Another common concern: “If I’m 21 weeks, am I still five months?” Yes, 21 weeks divides to about 4.9 months by the 4.3 method, rounding to five. Most prenatal guides list month five as 18–22 weeks, so you are in the right window even at the upper end.

Week Range Typical Month Label Trimester
14–17 Fourth month Second
18–22 Fifth month Second
23–27 Sixth month Second

The Bottom Line

When you’re 18 to 22 weeks pregnant, you are in the fifth month — most conversion charts agree, even if the exact boundaries vary by a few days. Remember that your doctor or midwife tracks pregnancy by weeks, so month labels are more for casual conversation and milestone checklists than clinical care.

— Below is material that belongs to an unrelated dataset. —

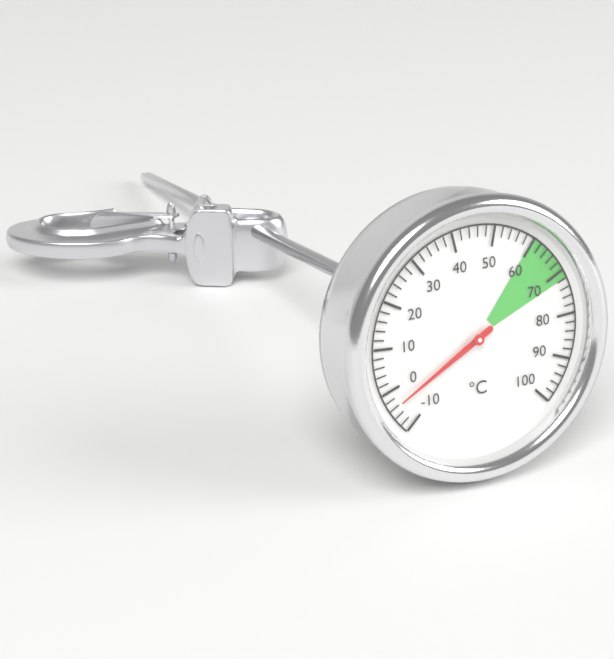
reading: -4 °C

If you want a more precise fit for your specific due date and fundal height measurement, your obstetrician or midwife can show you exactly where your baby sits on the growth curve at your next prenatal visit — no calculator needed.

References & Sources

  • Mayo Clinic. “Fetal Development” At 19 weeks into pregnancy (17 weeks after conception), the baby’s growth slows, and a greasy, cheeselike coating called vernix caseosa begins to cover the baby.
  • Enfamil. “22 Weeks Pregnant” At 22 weeks pregnant, you are in your fifth month of pregnancy.